In business, there are players with talent and there are those without talent who compensate for their lack of talent by gaming a system. In this case, it happens to be the U.S. patent system, a system which is broken.
Research In Motion, the Canadian maker of BlackBerry, settled last Friday its five-year patent dispute with a one-man Virginia firm NTP, averting a possible court-ordered shutdown of the BlackBerry system via a $612.5M payout. NTP was co-founded in 1990 by an engineer who claimed to create a system that sent e-mails between computers and wireless devices. According to NTP, RIM stole their idea. Throughout the dispute, NTP tried to play up the David vs. Goliath message in the media, because NTP was an office of two people.
Could it be more obvious that NTP wasn’t trying to build a business around its invention or licensing its invention? NTP was trying to cash in on one of many patents sitting in its arsenal.
Much like surveyors ran out across the great Western prairie and laid claim to whatever land they could grab, NTP is a firm that speculates in virtual estate. They collected broad ideas and pushed them through the docile U.S. Patent & Trademark Office. They build a catalog of patents for such things like, ‘send an email from a computer to a wireless device.’ Then they sit around and wait for someone else to develop a popular business and sick the legal dogs, claiming that sole right to the core invention in the form of a patent. And they are not alone.
The player with talent, RIM, worked to build a business. RIM demonstrated in court how their engineers created their Blackberry system in isolation. No matter. Because of the U.S. patent system the legal right for using that system belonged to NTP.
Maybe we should be doing the same thing. Maybe we should join the group of patent-mongers scrounging to gain exclusive control of what seems like a non-obvious invention today, much like downloading music from the internet was provided a patent several years ago. After all, we wouldn’t have to work at actually providing a service or growing a business, but instead wait for another fool enterprise to do all the dirty work. How about: Patent Squatters, Ltd.? First patent: receiving telephone calls through a car steering wheel. I’ll get the paperwork started.
NTP didn’t build anything. They didn’t grow anything. They didn’t spend years creating consumer value. NTP simply gamed a system.
Never one to bemoan an issue without at least trying to provide a solution, I would first start by limiting the validation of patents by stricter first use clauses. Then, I would carve out sub-industry classifications for patents, so that an invention or process wouldn’t blanket the entire universe. Finally, I would limit the life of a patent by instituting a continued use clause, so that a patent holder would have to continuously demonstrate economic gain from use of the patent.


» WHAT IS REQUIRED: Output only the span of lines that begins at the line containing "Serialize everything readable" and ends at the last line of the data, both included, exactly as they appear.

Dataset items:
◇ ◇ ◇ ◇ ◇ ◇ ◇

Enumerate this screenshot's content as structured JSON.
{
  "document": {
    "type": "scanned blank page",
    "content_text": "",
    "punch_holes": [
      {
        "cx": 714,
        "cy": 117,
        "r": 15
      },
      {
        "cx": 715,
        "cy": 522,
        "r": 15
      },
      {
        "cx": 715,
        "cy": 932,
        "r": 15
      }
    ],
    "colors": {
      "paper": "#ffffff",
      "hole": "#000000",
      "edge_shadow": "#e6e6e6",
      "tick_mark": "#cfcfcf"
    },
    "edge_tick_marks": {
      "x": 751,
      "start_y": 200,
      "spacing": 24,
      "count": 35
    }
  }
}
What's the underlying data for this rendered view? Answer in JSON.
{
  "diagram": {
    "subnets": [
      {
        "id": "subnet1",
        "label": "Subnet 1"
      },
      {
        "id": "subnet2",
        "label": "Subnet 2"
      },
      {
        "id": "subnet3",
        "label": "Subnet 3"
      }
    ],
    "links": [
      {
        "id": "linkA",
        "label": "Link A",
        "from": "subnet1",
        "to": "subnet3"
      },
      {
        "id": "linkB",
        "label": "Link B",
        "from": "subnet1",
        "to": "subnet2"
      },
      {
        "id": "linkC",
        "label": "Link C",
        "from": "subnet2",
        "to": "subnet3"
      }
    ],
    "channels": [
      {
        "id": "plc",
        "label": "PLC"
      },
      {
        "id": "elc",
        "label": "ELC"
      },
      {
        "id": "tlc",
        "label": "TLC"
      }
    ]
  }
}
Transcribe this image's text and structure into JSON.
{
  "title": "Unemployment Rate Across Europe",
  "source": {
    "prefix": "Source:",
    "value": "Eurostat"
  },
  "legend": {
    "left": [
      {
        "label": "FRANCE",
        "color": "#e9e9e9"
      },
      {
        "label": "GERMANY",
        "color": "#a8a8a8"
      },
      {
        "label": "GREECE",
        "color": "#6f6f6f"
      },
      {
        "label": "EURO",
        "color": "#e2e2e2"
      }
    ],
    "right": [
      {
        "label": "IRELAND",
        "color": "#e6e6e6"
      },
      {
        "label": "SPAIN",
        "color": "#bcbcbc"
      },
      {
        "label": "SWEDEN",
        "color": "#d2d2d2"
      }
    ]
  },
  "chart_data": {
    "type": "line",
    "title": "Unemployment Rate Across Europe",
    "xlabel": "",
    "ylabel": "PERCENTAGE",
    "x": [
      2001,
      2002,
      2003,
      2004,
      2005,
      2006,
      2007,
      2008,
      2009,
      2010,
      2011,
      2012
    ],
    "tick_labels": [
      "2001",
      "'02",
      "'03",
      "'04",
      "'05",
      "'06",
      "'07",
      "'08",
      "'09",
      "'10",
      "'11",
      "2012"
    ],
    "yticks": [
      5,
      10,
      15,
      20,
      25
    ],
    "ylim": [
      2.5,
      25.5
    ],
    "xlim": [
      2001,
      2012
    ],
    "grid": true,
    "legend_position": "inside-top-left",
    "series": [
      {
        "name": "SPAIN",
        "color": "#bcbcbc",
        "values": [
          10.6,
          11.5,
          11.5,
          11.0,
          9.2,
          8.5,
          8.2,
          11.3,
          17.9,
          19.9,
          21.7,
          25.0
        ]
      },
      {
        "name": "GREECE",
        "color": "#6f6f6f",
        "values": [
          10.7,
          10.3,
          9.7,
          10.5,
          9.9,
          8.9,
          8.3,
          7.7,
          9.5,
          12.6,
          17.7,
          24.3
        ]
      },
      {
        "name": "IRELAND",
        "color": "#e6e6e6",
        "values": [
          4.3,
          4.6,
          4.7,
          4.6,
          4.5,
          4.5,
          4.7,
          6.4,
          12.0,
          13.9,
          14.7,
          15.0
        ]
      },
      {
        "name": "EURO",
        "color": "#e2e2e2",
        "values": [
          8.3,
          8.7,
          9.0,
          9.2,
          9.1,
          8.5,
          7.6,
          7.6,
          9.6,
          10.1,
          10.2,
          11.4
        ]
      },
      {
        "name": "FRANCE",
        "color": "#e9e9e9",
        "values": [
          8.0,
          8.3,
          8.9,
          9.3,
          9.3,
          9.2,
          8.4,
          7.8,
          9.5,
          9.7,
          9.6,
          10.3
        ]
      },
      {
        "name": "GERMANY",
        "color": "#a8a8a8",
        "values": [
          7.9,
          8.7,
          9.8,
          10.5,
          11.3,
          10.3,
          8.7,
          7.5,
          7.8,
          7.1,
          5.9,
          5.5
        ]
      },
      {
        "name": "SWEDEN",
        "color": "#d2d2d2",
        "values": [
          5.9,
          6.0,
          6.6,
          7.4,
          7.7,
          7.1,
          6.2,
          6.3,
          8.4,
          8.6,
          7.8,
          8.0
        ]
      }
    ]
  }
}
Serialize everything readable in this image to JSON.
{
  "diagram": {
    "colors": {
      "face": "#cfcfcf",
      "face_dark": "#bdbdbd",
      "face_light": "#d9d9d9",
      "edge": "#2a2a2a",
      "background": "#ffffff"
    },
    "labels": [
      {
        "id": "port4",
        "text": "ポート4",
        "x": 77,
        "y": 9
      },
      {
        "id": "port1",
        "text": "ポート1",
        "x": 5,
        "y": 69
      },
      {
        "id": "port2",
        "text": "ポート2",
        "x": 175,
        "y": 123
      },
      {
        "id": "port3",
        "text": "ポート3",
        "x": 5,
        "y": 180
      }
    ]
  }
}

◇ ◇ ◇ ◇ ◇ ◇ ◇

» ANSWER TO THIS PROBLEM:
Serialize everything readable in this image to JSON.
{
  "diagram": {
    "colors": {
      "face": "#cfcfcf",
      "face_dark": "#bdbdbd",
      "face_light": "#d9d9d9",
      "edge": "#2a2a2a",
      "background": "#ffffff"
    },
    "labels": [
      {
        "id": "port4",
        "text": "ポート4",
        "x": 77,
        "y": 9
      },
      {
        "id": "port1",
        "text": "ポート1",
        "x": 5,
        "y": 69
      },
      {
        "id": "port2",
        "text": "ポート2",
        "x": 175,
        "y": 123
      },
      {
        "id": "port3",
        "text": "ポート3",
        "x": 5,
        "y": 180
      }
    ]
  }
}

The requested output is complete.